They said, "it is difficult to get assistance/help" - from affluent area/region.
- I was puzzled.
- Later on, I found out..what they told me was true/accurate.
Not much help from there.
I can understand this.
A ministry to the homeless gains a lot of expertise over time as to what is necessary in order to help.
Affluent areas don't have the volume of clients you would need to build that expertise. Helping without that expertise is very discouraging because nothing changes in the homeless person's life. They just burn through your resources and are no better off. They need mentoring on how to fix their broken thinking.
My sister is involved in ministering to children from severely dysfunctional homes. She introduced an initiative at her church where people volunteer to be mentors to a child and visit them at the school for an hour or so once per week. It's a program that has been set up and standardized by some people experienced in this ministry that can be replicated and rolled out by other churches.
Her materials said that every time a child has a positive interaction with an adult, a connection in their brain forms. They need multiple connections to be formed each day or else when they mature they are missing these connections and it affects their ability to think for the future. This is one reason why poverty can be generational. A child raised in dysfunction and without positive parenting is missing a piece of intellect that couldn't form during his upbringing. Their thinking wants to consume their resources for the moment rather than planning for the next step.
Once she told me about this aspect I realized that was what we were seeing. Our help was being consumed but not applied for the next step.
We've had to give some tough love over this. One example is that we put a dear sister in Christ up for two weeks in a hotel - one week to recover from an assault, and another week while on the waiting list for a shelter. After the second week we told her to call in the morning to get her spot at the shelter that had come available (we confirmed they had a spot). The next morning she called but she hung up every time she was put on hold, until when her call finally got through all of the spots were gone. We had already invested at least $1,000 in her needs and she had several times done things that didn't help herself, like abandon half of the diapers we had given her, throw away some of the clothes we had given her etc. She had about $150 in cash from her paycheck when we paid for her hotel for the second week. We left her with food, her money (of course) but she also had food stamps and WIC. She spent the week in the hotel not even using the breakfast buffet or the food we left but instead spending her last $170 on restaurant food and junk food.
When the week was over and she hadn't secured her spot at the shelter, she didn't even have bus money left. I had put some money on her bus card earlier (which she also mostly wasted), but there was enough money left that she could ride the bus all night to stay warm. We did not step in to buy another hotel night, even though she and her baby were on the street, because she needed to understand the outcome of her bad planning. Around 11:30 pm my son was so worried about her that he called the shelter and asked if they could at all take her in - that she was currently on the streets with a baby. They made an exception we aren't aware of them making before (they want to do intake work and the social workers are not there at night), and said if she called they would let her in. She did, so my son sent an uber to her bus stop to bring her to the shelter. If the shelter hadn't taken her, he was going to go find her and let her sleep on his couch - he just didn't have the stomach for a baby to be homeless.
And the ending to that chapter of the story illustrates why affluent people's help can be enabling rather than helping if they give the kind of help someone with a thought process like theirs would put to good use. And, helping that way is discouraging because you just gain a dependent rather than actually helping someone.
The next chapter of this dear sister in Christ's story still had some very poor decision making, but she is slowly moving towards self reliance. The journey takes a long time and has mis steps. It similar to the process of raising a child. Restoring broken thinking takes time and mentoring. There will be failures in their thinking and behavior as they are learning a new way of life (planning for tomorrow), but there doesn't have to be failures in your loving on them.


◆ **EXERCISE INSTRUCTIONS**
The answer must consist of every line in the data below that holds the word "Application".

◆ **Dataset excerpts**

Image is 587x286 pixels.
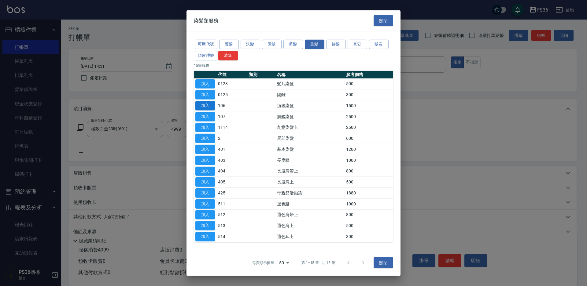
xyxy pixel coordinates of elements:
p: 每頁顯示數量 [252,260,274,266]
button: 其它 [347,40,367,49]
button: 加入 [195,123,215,132]
td: 500 [344,221,393,232]
td: 404 [216,166,247,177]
td: 425 [216,188,247,199]
p: 15 筆服務 [194,63,393,68]
div: 50 [276,255,291,271]
td: 母親節活動染 [275,188,344,199]
td: 1500 [344,100,393,111]
td: 創意染髮卡 [275,122,344,133]
td: 107 [216,111,247,122]
button: 加入 [195,134,215,143]
button: 加入 [195,210,215,220]
button: 加入 [195,166,215,176]
td: 600 [344,133,393,144]
button: 加入 [195,188,215,198]
button: 關閉 [373,257,393,269]
td: 0123 [216,79,247,90]
button: 加入 [195,177,215,187]
td: 退色腰 [275,199,344,210]
button: 加入 [195,156,215,165]
button: 加入 [195,232,215,242]
td: 2500 [344,111,393,122]
td: 2 [216,133,247,144]
button: 加入 [195,79,215,89]
td: 長度肩帶上 [275,166,344,177]
td: 512 [216,210,247,221]
td: 1000 [344,155,393,166]
td: 0125 [216,90,247,101]
td: 401 [216,144,247,155]
p: 第 1–15 筆 共 15 筆 [301,260,335,266]
td: 隔離 [275,90,344,101]
td: 800 [344,166,393,177]
button: 護髮 [219,40,239,49]
td: 長度腰 [275,155,344,166]
button: 清除 [218,51,238,60]
td: 500 [344,79,393,90]
td: 300 [344,231,393,242]
td: 局部染髮 [275,133,344,144]
button: 髮卷 [369,40,388,49]
button: 可用代號 [195,40,217,49]
td: 511 [216,199,247,210]
button: 頭皮理療 [195,51,217,60]
th: 代號 [216,71,247,79]
button: 染髮 [305,40,324,49]
td: 106 [216,100,247,111]
td: 800 [344,210,393,221]
button: 加入 [195,145,215,154]
button: 接髮 [326,40,346,49]
button: 加入 [195,112,215,122]
button: 加入 [195,221,215,231]
td: 退色肩帶上 [275,210,344,221]
button: 加入 [195,101,215,111]
button: 加入 [195,199,215,209]
td: 403 [216,155,247,166]
button: 加入 [195,90,215,100]
td: 1200 [344,144,393,155]
span: 染髮類服務 [194,18,218,24]
button: 燙髮 [262,40,281,49]
td: 1114 [216,122,247,133]
button: 關閉 [373,15,393,26]
th: 名稱 [275,71,344,79]
td: 405 [216,177,247,188]
td: 300 [344,90,393,101]
td: 513 [216,221,247,232]
td: 514 [216,231,247,242]
td: 500 [344,177,393,188]
td: 基本染髮 [275,144,344,155]
th: 類別 [247,71,275,79]
td: 1000 [344,199,393,210]
td: 旗艦染髮 [275,111,344,122]
td: 2500 [344,122,393,133]
td: 髮片染髮 [275,79,344,90]
td: 長度肩上 [275,177,344,188]
button: 剪髮 [283,40,303,49]
td: 退色耳上 [275,231,344,242]
td: 退色肩上 [275,221,344,232]
td: 頂級染髮 [275,100,344,111]
td: 1880 [344,188,393,199]
th: 參考價格 [344,71,393,79]
button: 洗髮 [240,40,260,49]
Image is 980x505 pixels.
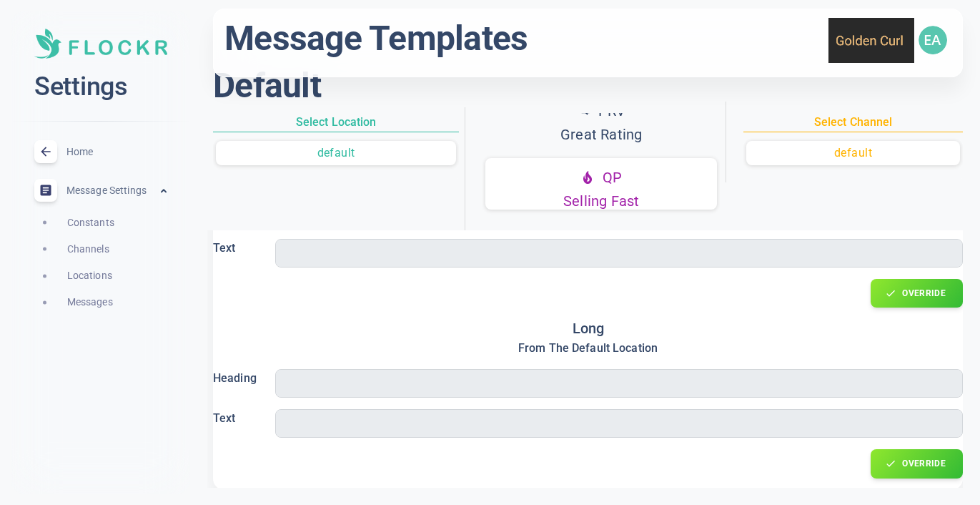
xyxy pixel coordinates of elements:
[563,190,639,213] p: Selling Fast
[12,133,190,172] a: Home
[216,141,456,180] div: basic tabs example
[224,17,527,60] h1: Message Templates
[213,339,962,357] h6: From The Default Location
[602,166,622,190] p: QP
[158,185,169,196] span: expand_less
[560,123,642,147] p: Great Rating
[67,241,167,257] span: Channels
[743,113,962,182] div: tabs box
[216,141,456,165] button: default
[870,449,962,478] button: OVERRIDE
[40,236,190,262] a: Channels
[213,369,276,388] h6: Heading
[35,70,167,104] h2: Settings
[67,267,167,284] span: Locations
[40,262,190,289] a: Locations
[870,279,962,309] button: OVERRIDE
[213,64,962,107] h1: Default
[743,113,962,132] h6: Select Channel
[40,289,190,315] a: Messages
[67,294,167,310] span: Messages
[213,113,458,132] h6: Select Location
[918,26,947,54] img: 7a3caebcfd05488e0b709f810c6b8436
[746,141,960,165] button: default
[482,113,720,461] div: tabs box
[828,18,914,63] img: goldencurl
[213,239,276,257] h6: Text
[213,409,276,427] h6: Text
[746,141,960,180] div: basic tabs example
[213,319,962,339] h5: Long
[35,29,167,59] img: Soft UI Logo
[67,214,167,231] span: Constants
[40,209,190,236] a: Constants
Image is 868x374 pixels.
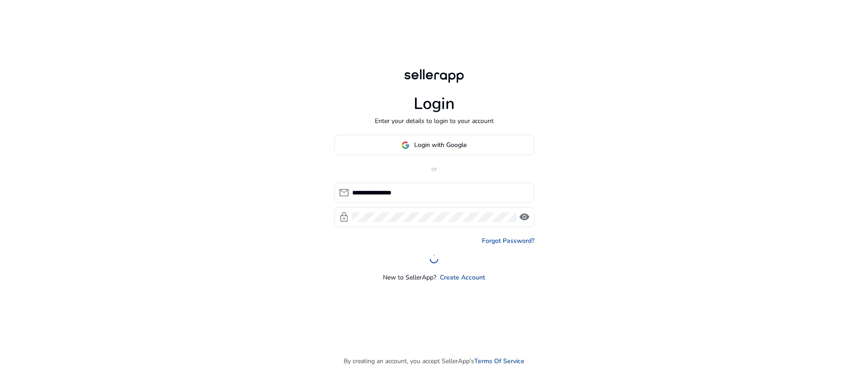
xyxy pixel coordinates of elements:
p: or [334,164,534,174]
p: New to SellerApp? [383,273,436,283]
h1: Login [414,94,455,114]
span: mail [338,187,350,198]
span: visibility [519,212,530,222]
a: Terms Of Service [474,357,525,366]
span: lock [338,212,350,222]
p: Enter your details to login to your account [375,116,494,126]
button: Login with Google [334,135,534,155]
span: Login with Google [414,140,467,150]
a: Forgot Password? [482,236,534,246]
a: Create Account [440,273,485,283]
img: google-logo.svg [401,141,410,150]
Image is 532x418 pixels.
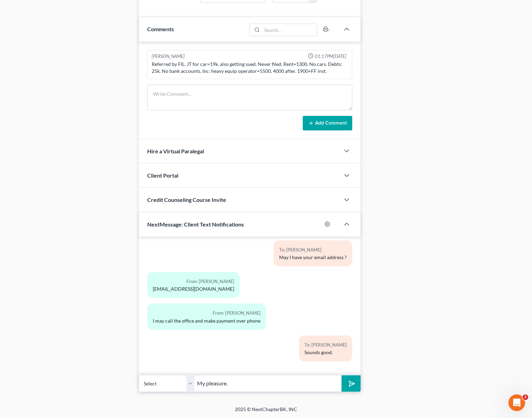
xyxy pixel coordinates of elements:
input: Say something... [194,375,342,392]
div: To: [PERSON_NAME] [279,246,347,254]
span: NextMessage: Client Text Notifications [147,221,244,228]
span: Comments [147,26,174,32]
span: Hire a Virtual Paralegal [147,148,204,154]
span: Credit Counseling Course Invite [147,196,226,203]
button: Add Comment [303,116,352,130]
span: Client Portal [147,172,178,179]
div: May I have your email address ? [279,254,347,261]
div: [PERSON_NAME] [152,53,185,60]
span: 2 [522,394,528,400]
div: [EMAIL_ADDRESS][DOMAIN_NAME] [153,285,234,292]
div: From: [PERSON_NAME] [153,278,234,285]
div: I may call the office and make payment over phone [153,318,260,324]
span: 01:17PM[DATE] [315,53,347,60]
iframe: Intercom live chat [508,394,525,411]
div: Sounds good. [304,349,347,356]
input: Search... [262,24,317,36]
div: To: [PERSON_NAME] [304,341,347,349]
div: From: [PERSON_NAME] [153,309,260,317]
div: Referred by FIL. JT for car=19k, also getting sued. Never filed. Rent=1300. No cars. Debts: 25k. ... [152,61,348,74]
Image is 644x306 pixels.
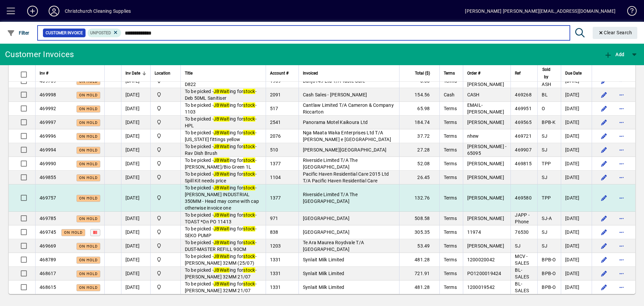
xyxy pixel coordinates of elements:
span: [PERSON_NAME] [467,195,504,200]
span: 469998 [39,92,57,97]
span: BL [542,92,548,97]
span: 1377 [270,161,281,166]
em: JB [214,212,220,218]
span: On hold [79,79,98,84]
td: 52.08 [399,157,440,171]
button: Edit [599,241,610,251]
span: Christchurch Cleaning Supplies Ltd [155,215,177,222]
button: Edit [599,75,610,86]
span: 469855 [39,175,57,180]
span: 1104 [270,175,281,180]
span: 1331 [270,257,281,262]
span: 469745 [39,229,57,235]
button: Edit [599,144,610,155]
td: 481.28 [399,253,440,267]
span: Location [155,70,171,77]
td: [DATE] [121,157,150,171]
button: Add [603,48,626,61]
span: BL-SALES [515,281,529,294]
span: Christchurch Cleaning Supplies Ltd [155,174,177,181]
span: Te Ara Maurea Roydvale T/A [GEOGRAPHIC_DATA] [303,240,364,252]
span: 469992 [39,106,57,111]
span: CASH [467,92,480,97]
td: [DATE] [121,102,150,116]
em: Wait [220,240,230,245]
span: To be picked - ing for - DUST-MASTER REFILL 90CM [185,240,257,252]
td: 132.76 [399,185,440,212]
span: 11974 [467,229,481,235]
span: SJ [542,133,547,139]
span: To be picked - ing for - [PERSON_NAME] 32MM 21/07 [185,281,257,294]
span: JAPP - Phone [515,212,530,225]
span: Christchurch Cleaning Supplies Ltd [155,119,177,126]
td: [DATE] [121,253,150,267]
span: To be picked - ing for - [PERSON_NAME] 32MM (25/07) [185,254,257,266]
button: Edit [599,131,610,142]
button: More options [616,117,627,128]
button: Edit [599,90,610,100]
span: [PERSON_NAME] [467,216,504,221]
button: Edit [599,193,610,203]
em: Wait [220,212,230,218]
span: 1331 [270,285,281,290]
em: stock [243,185,255,190]
button: Edit [599,103,610,114]
span: On hold [79,93,98,97]
button: More options [616,172,627,183]
td: [DATE] [121,267,150,281]
span: 469759 [39,78,57,84]
em: JB [214,130,220,136]
td: [DATE] [561,225,592,239]
span: Cash [444,92,455,97]
div: Sold by [542,66,557,81]
span: Due Date [565,70,582,77]
span: SJ [515,244,521,249]
span: 469996 [39,133,57,139]
span: Riverside Limited T/A The [GEOGRAPHIC_DATA] [303,157,358,170]
span: TPP [542,161,551,166]
span: nhew [467,133,479,139]
span: Terms [444,216,457,221]
button: Edit [599,213,610,224]
span: Terms [444,106,457,111]
div: Inv Date [125,70,146,77]
span: 2076 [270,133,281,139]
em: stock [243,157,255,163]
button: More options [616,103,627,114]
div: Due Date [565,70,587,77]
span: Cash Sales - [PERSON_NAME] [303,92,367,97]
span: To be picked - ing for - TOAST *On PO 11413 [185,212,257,225]
span: BL-SALES [515,268,529,279]
span: Christchurch Cleaning Supplies Ltd [155,242,177,249]
em: JB [214,254,220,259]
td: [DATE] [121,116,150,129]
span: [GEOGRAPHIC_DATA] [303,216,350,221]
button: More options [616,75,627,86]
span: Terms [444,70,455,77]
td: 305.35 [399,225,440,239]
em: Wait [220,130,230,136]
span: Synlait Milk Limited [303,257,344,262]
button: More options [616,254,627,265]
button: Filter [5,27,31,39]
div: Order # [467,70,507,77]
span: Christchurch Cleaning Supplies Ltd [155,270,177,277]
span: Account # [270,70,288,77]
span: [PERSON_NAME] - 65095 [467,144,507,156]
span: 76530 [515,229,529,235]
span: Christchurch Cleaning Supplies Ltd [155,133,177,140]
span: 468617 [39,271,57,276]
button: Clear [593,27,638,39]
span: On hold [79,217,98,221]
span: Total ($) [415,70,430,77]
span: [PERSON_NAME] [467,244,504,249]
div: Invoiced [303,70,395,77]
div: Inv # [39,70,100,77]
span: 469580 [515,195,532,200]
span: Terms [444,161,457,166]
div: Account # [270,70,294,77]
em: JB [214,226,220,232]
span: MCV - SALES [515,254,529,266]
span: O [542,106,545,111]
span: On hold [79,107,98,111]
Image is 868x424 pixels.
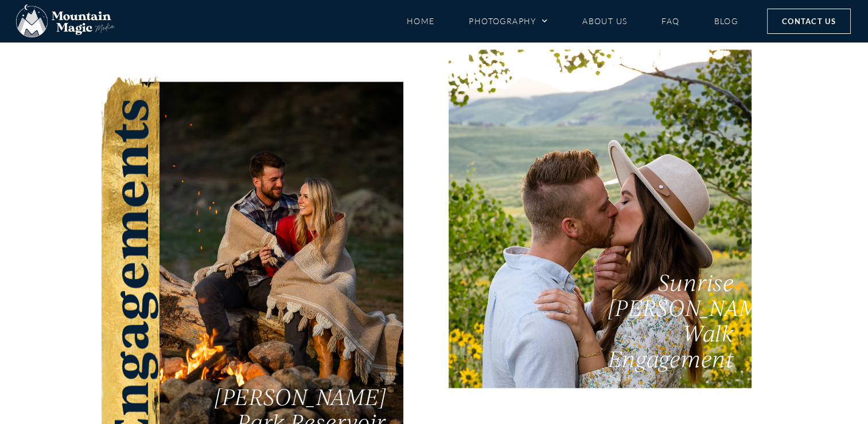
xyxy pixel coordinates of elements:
[448,42,751,388] a: Sunrise [PERSON_NAME] Walk Engagement
[582,11,626,31] a: About Us
[16,5,115,38] img: Mountain Magic Media photography logo Crested Butte Photographer
[767,9,850,34] a: Contact Us
[468,11,547,31] a: Photography
[713,11,737,31] a: Blog
[407,11,738,31] nav: Menu
[781,15,835,28] span: Contact Us
[608,267,779,371] span: Sunrise [PERSON_NAME] Walk Engagement
[661,11,679,31] a: FAQ
[407,11,434,31] a: Home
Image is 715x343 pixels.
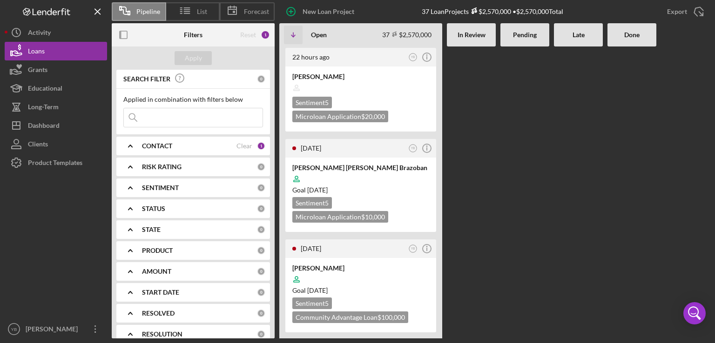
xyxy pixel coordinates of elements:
b: RISK RATING [142,163,181,171]
b: STATE [142,226,161,234]
time: 11/04/2025 [307,287,328,294]
div: 0 [257,330,265,339]
div: [PERSON_NAME] [292,72,429,81]
span: List [197,8,207,15]
text: YB [411,55,415,59]
div: 37 Loan Projects • $2,570,000 Total [421,7,563,15]
div: [PERSON_NAME] [23,320,84,341]
div: 0 [257,163,265,171]
div: Export [667,2,687,21]
b: SENTIMENT [142,184,179,192]
div: Clear [236,142,252,150]
text: YB [411,147,415,150]
button: Clients [5,135,107,154]
text: YB [11,327,17,332]
button: Long-Term [5,98,107,116]
b: Filters [184,31,202,39]
b: AMOUNT [142,268,171,275]
b: CONTACT [142,142,172,150]
button: YB [407,51,419,64]
button: Grants [5,60,107,79]
div: Grants [28,60,47,81]
div: Microloan Application $20,000 [292,111,388,122]
text: YB [411,247,415,250]
div: 0 [257,75,265,83]
div: 0 [257,247,265,255]
div: Applied in combination with filters below [123,96,263,103]
b: RESOLVED [142,310,174,317]
b: PRODUCT [142,247,173,254]
time: 2025-08-26 20:36 [301,144,321,152]
time: 2025-08-27 19:57 [292,53,329,61]
time: 2025-08-26 17:15 [301,245,321,253]
button: Educational [5,79,107,98]
div: Sentiment 5 [292,97,332,108]
b: Late [572,31,584,39]
b: START DATE [142,289,179,296]
div: Community Advantage Loan $100,000 [292,312,408,323]
button: Loans [5,42,107,60]
button: YB[PERSON_NAME] [5,320,107,339]
div: 0 [257,205,265,213]
div: $2,570,000 [468,7,511,15]
div: 0 [257,268,265,276]
b: Open [311,31,327,39]
div: Clients [28,135,48,156]
div: [PERSON_NAME] [292,264,429,273]
a: 22 hours agoYB[PERSON_NAME]Sentiment5Microloan Application$20,000 [284,47,437,133]
div: Long-Term [28,98,59,119]
b: Pending [513,31,536,39]
time: 10/10/2025 [307,186,328,194]
b: STATUS [142,205,165,213]
div: 37 $2,570,000 [382,31,431,39]
span: Pipeline [136,8,160,15]
div: 0 [257,288,265,297]
button: Apply [174,51,212,65]
div: Product Templates [28,154,82,174]
button: New Loan Project [279,2,363,21]
b: Done [624,31,639,39]
div: 0 [257,226,265,234]
div: 0 [257,184,265,192]
div: 0 [257,309,265,318]
b: In Review [457,31,485,39]
button: Activity [5,23,107,42]
div: New Loan Project [302,2,354,21]
div: Dashboard [28,116,60,137]
button: Dashboard [5,116,107,135]
span: Forecast [244,8,269,15]
span: Goal [292,186,328,194]
button: Product Templates [5,154,107,172]
div: Sentiment 5 [292,298,332,309]
div: Apply [185,51,202,65]
span: Goal [292,287,328,294]
div: Sentiment 5 [292,197,332,209]
div: Activity [28,23,51,44]
div: 1 [261,30,270,40]
a: [DATE]YB[PERSON_NAME]Goal [DATE]Sentiment5Community Advantage Loan$100,000 [284,238,437,334]
div: Reset [240,31,256,39]
b: SEARCH FILTER [123,75,170,83]
div: 1 [257,142,265,150]
button: Export [657,2,710,21]
button: YB [407,243,419,255]
div: Educational [28,79,62,100]
button: YB [407,142,419,155]
div: [PERSON_NAME] [PERSON_NAME] Brazoban [292,163,429,173]
div: Microloan Application $10,000 [292,211,388,223]
a: [DATE]YB[PERSON_NAME] [PERSON_NAME] BrazobanGoal [DATE]Sentiment5Microloan Application$10,000 [284,138,437,234]
b: RESOLUTION [142,331,182,338]
div: Loans [28,42,45,63]
div: Open Intercom Messenger [683,302,705,325]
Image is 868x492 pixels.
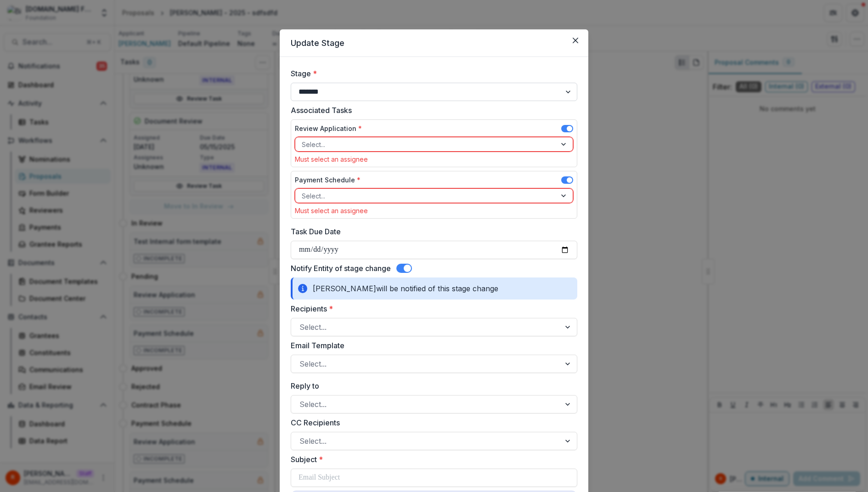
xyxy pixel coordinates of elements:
[295,175,361,185] label: Payment Schedule
[291,340,571,351] label: Email Template
[291,380,571,392] label: Reply to
[568,33,583,47] button: Close
[291,417,571,428] label: CC Recipients
[295,124,362,133] label: Review Application
[291,263,391,274] label: Notify Entity of stage change
[291,226,571,237] label: Task Due Date
[291,277,577,300] div: [PERSON_NAME] will be notified of this stage change
[295,206,573,215] div: Must select an assignee
[291,68,571,79] label: Stage
[291,454,571,465] label: Subject
[279,29,588,57] header: Update Stage
[291,105,571,116] label: Associated Tasks
[295,155,573,163] div: Must select an assignee
[291,304,571,314] label: Recipients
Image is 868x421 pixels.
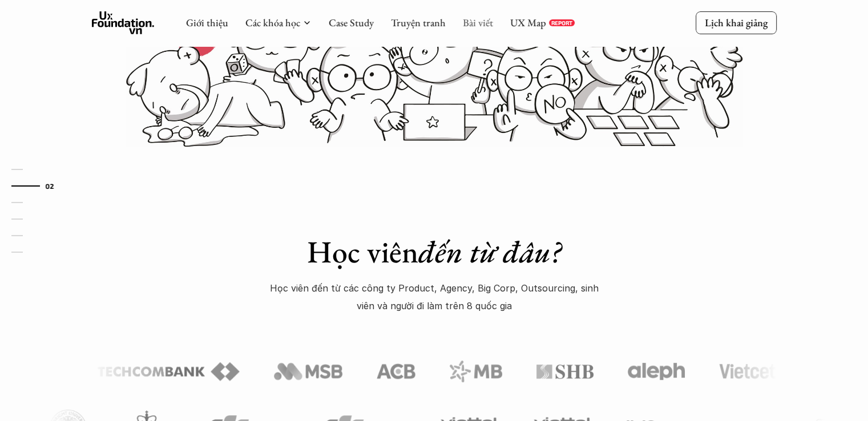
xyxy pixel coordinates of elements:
[463,16,493,29] a: Bài viết
[263,279,605,314] p: Học viên đến từ các công ty Product, Agency, Big Corp, Outsourcing, sinh viên và người đi làm trê...
[11,179,65,193] a: 02
[705,16,767,29] p: Lịch khai giảng
[391,16,445,29] a: Truyện tranh
[186,16,228,29] a: Giới thiệu
[510,16,546,29] a: UX Map
[551,19,573,26] p: REPORT
[245,16,300,29] a: Các khóa học
[418,231,561,272] em: đến từ đâu?
[329,16,374,29] a: Case Study
[696,11,777,33] a: Lịch khai giảng
[234,233,634,270] h1: Học viên
[45,181,54,190] strong: 02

◆ **RESPONSE TO THIS EXERCISE**
div: Microloan Application $20,000 [292,111,388,122]
a: 22 hours agoYB[PERSON_NAME]Sentiment5Microloan Application$20,000 [284,47,437,133]
div: Microloan Application $10,000 [292,211,388,223]
a: [DATE]YB[PERSON_NAME] [PERSON_NAME] BrazobanGoal [DATE]Sentiment5Microloan Application$10,000 [284,138,437,234]
[295,124,362,133] label: Review Application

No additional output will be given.